Exercise goal = Each record below should be given again exactly as it reads.

[Dataset entries]

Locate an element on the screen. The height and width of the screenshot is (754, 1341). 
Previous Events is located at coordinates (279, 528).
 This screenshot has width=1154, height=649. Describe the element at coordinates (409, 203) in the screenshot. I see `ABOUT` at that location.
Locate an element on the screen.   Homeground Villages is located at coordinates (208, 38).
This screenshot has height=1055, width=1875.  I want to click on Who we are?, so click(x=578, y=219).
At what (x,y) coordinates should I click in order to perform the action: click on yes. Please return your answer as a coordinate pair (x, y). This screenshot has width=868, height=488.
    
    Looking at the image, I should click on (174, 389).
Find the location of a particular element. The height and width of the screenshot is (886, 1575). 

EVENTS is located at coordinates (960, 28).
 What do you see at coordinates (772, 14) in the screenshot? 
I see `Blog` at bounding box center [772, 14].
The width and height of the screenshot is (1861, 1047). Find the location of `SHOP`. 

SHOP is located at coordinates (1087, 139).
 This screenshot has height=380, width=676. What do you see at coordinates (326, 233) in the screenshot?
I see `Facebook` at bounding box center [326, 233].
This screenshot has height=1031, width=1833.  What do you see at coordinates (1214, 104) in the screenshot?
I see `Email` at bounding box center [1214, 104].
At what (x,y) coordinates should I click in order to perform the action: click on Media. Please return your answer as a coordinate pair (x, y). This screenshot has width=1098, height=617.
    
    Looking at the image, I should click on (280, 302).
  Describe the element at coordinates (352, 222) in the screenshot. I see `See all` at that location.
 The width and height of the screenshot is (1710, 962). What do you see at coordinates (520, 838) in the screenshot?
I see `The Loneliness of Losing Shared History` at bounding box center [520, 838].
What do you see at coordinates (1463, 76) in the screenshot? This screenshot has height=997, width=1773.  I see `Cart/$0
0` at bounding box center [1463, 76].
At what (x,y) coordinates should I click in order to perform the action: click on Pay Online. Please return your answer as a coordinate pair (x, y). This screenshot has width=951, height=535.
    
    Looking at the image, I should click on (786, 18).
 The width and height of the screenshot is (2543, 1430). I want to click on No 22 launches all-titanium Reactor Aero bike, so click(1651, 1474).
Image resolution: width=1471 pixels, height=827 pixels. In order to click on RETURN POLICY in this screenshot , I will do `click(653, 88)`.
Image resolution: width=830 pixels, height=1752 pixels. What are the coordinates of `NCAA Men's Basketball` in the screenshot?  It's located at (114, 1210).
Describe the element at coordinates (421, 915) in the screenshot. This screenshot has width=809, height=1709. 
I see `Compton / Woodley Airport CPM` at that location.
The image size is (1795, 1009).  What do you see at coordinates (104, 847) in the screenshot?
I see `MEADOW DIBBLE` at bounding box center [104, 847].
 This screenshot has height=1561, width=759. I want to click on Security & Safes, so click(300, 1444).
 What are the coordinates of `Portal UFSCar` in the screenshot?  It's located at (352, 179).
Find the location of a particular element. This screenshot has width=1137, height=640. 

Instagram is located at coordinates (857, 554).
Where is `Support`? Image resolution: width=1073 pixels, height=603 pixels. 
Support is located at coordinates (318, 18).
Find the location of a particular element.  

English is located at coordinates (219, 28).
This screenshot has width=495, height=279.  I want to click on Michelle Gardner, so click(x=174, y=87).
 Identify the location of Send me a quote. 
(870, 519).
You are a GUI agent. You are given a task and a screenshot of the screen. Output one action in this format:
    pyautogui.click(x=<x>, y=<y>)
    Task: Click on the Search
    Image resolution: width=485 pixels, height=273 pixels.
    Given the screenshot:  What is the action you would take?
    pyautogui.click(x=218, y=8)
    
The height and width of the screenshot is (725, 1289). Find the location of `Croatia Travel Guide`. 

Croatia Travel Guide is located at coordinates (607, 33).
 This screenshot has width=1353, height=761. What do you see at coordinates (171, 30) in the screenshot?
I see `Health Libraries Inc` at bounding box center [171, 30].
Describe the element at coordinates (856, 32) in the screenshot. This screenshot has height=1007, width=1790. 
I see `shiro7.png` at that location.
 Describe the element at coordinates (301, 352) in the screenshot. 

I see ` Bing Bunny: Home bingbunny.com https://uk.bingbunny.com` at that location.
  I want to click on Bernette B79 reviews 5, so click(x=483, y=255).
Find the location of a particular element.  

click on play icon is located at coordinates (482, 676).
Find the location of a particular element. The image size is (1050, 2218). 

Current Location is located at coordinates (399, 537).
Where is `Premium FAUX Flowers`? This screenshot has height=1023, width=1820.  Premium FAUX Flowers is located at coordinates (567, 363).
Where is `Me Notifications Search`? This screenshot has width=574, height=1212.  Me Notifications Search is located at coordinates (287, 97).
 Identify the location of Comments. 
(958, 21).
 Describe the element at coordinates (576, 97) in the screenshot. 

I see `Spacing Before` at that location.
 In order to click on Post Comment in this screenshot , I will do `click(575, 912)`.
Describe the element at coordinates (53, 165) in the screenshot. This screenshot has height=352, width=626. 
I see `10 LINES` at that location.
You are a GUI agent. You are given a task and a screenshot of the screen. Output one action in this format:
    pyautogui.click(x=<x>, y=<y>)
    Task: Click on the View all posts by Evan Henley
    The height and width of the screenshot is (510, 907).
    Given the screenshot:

Task output =
Locate an element on the screen. The height and width of the screenshot is (754, 1341). 
Previous Events is located at coordinates (279, 528).
 This screenshot has width=1154, height=649. Describe the element at coordinates (409, 203) in the screenshot. I see `ABOUT` at that location.
Locate an element on the screen.   Homeground Villages is located at coordinates (208, 38).
This screenshot has height=1055, width=1875.  I want to click on Who we are?, so click(x=578, y=219).
At what (x,y) coordinates should I click in order to perform the action: click on yes. Please return your answer as a coordinate pair (x, y). This screenshot has width=868, height=488.
    
    Looking at the image, I should click on (174, 389).
Find the location of a particular element. The height and width of the screenshot is (886, 1575). 

EVENTS is located at coordinates (960, 28).
 What do you see at coordinates (772, 14) in the screenshot? 
I see `Blog` at bounding box center [772, 14].
The width and height of the screenshot is (1861, 1047). Find the location of `SHOP`. 

SHOP is located at coordinates (1087, 139).
 This screenshot has height=380, width=676. What do you see at coordinates (326, 233) in the screenshot?
I see `Facebook` at bounding box center [326, 233].
This screenshot has height=1031, width=1833.  What do you see at coordinates (1214, 104) in the screenshot?
I see `Email` at bounding box center [1214, 104].
At what (x,y) coordinates should I click in order to perform the action: click on Media. Please return your answer as a coordinate pair (x, y). This screenshot has width=1098, height=617.
    
    Looking at the image, I should click on (280, 302).
  Describe the element at coordinates (352, 222) in the screenshot. I see `See all` at that location.
 The width and height of the screenshot is (1710, 962). What do you see at coordinates (520, 838) in the screenshot?
I see `The Loneliness of Losing Shared History` at bounding box center [520, 838].
What do you see at coordinates (1463, 76) in the screenshot? This screenshot has height=997, width=1773.  I see `Cart/$0
0` at bounding box center [1463, 76].
At what (x,y) coordinates should I click in order to perform the action: click on Pay Online. Please return your answer as a coordinate pair (x, y). This screenshot has width=951, height=535.
    
    Looking at the image, I should click on (786, 18).
 The width and height of the screenshot is (2543, 1430). I want to click on No 22 launches all-titanium Reactor Aero bike, so click(1651, 1474).
Image resolution: width=1471 pixels, height=827 pixels. In order to click on RETURN POLICY in this screenshot , I will do `click(653, 88)`.
Image resolution: width=830 pixels, height=1752 pixels. What are the coordinates of `NCAA Men's Basketball` in the screenshot?  It's located at (114, 1210).
Describe the element at coordinates (421, 915) in the screenshot. This screenshot has width=809, height=1709. 
I see `Compton / Woodley Airport CPM` at that location.
The image size is (1795, 1009).  What do you see at coordinates (104, 847) in the screenshot?
I see `MEADOW DIBBLE` at bounding box center [104, 847].
 This screenshot has height=1561, width=759. I want to click on Security & Safes, so click(300, 1444).
 What are the coordinates of `Portal UFSCar` in the screenshot?  It's located at (352, 179).
Find the location of a particular element. This screenshot has width=1137, height=640. 

Instagram is located at coordinates (857, 554).
Where is `Support`? Image resolution: width=1073 pixels, height=603 pixels. 
Support is located at coordinates (318, 18).
Find the location of a particular element.  

English is located at coordinates (219, 28).
This screenshot has width=495, height=279.  I want to click on Michelle Gardner, so click(x=174, y=87).
 Identify the location of Send me a quote. 
(870, 519).
You are a GUI agent. You are given a task and a screenshot of the screen. Output one action in this format:
    pyautogui.click(x=<x>, y=<y>)
    Task: Click on the Search
    Image resolution: width=485 pixels, height=273 pixels.
    Given the screenshot:  What is the action you would take?
    pyautogui.click(x=218, y=8)
    
The height and width of the screenshot is (725, 1289). Find the location of `Croatia Travel Guide`. 

Croatia Travel Guide is located at coordinates (607, 33).
 This screenshot has width=1353, height=761. What do you see at coordinates (171, 30) in the screenshot?
I see `Health Libraries Inc` at bounding box center [171, 30].
Describe the element at coordinates (856, 32) in the screenshot. This screenshot has height=1007, width=1790. 
I see `shiro7.png` at that location.
 Describe the element at coordinates (301, 352) in the screenshot. 

I see ` Bing Bunny: Home bingbunny.com https://uk.bingbunny.com` at that location.
  I want to click on Bernette B79 reviews 5, so click(x=483, y=255).
Find the location of a particular element.  

click on play icon is located at coordinates (482, 676).
Find the location of a particular element. The image size is (1050, 2218). 

Current Location is located at coordinates (399, 537).
Where is `Premium FAUX Flowers`? This screenshot has height=1023, width=1820.  Premium FAUX Flowers is located at coordinates (567, 363).
Where is `Me Notifications Search`? This screenshot has width=574, height=1212.  Me Notifications Search is located at coordinates (287, 97).
 Identify the location of Comments. 
(958, 21).
 Describe the element at coordinates (576, 97) in the screenshot. 

I see `Spacing Before` at that location.
 In order to click on Post Comment in this screenshot , I will do `click(575, 912)`.
Describe the element at coordinates (53, 165) in the screenshot. This screenshot has height=352, width=626. 
I see `10 LINES` at that location.
You are a GUI agent. You are given a task and a screenshot of the screen. Output one action in this format:
    pyautogui.click(x=<x>, y=<y>)
    Task: Click on the View all posts by Evan Henley
    The height and width of the screenshot is (510, 907).
    Given the screenshot:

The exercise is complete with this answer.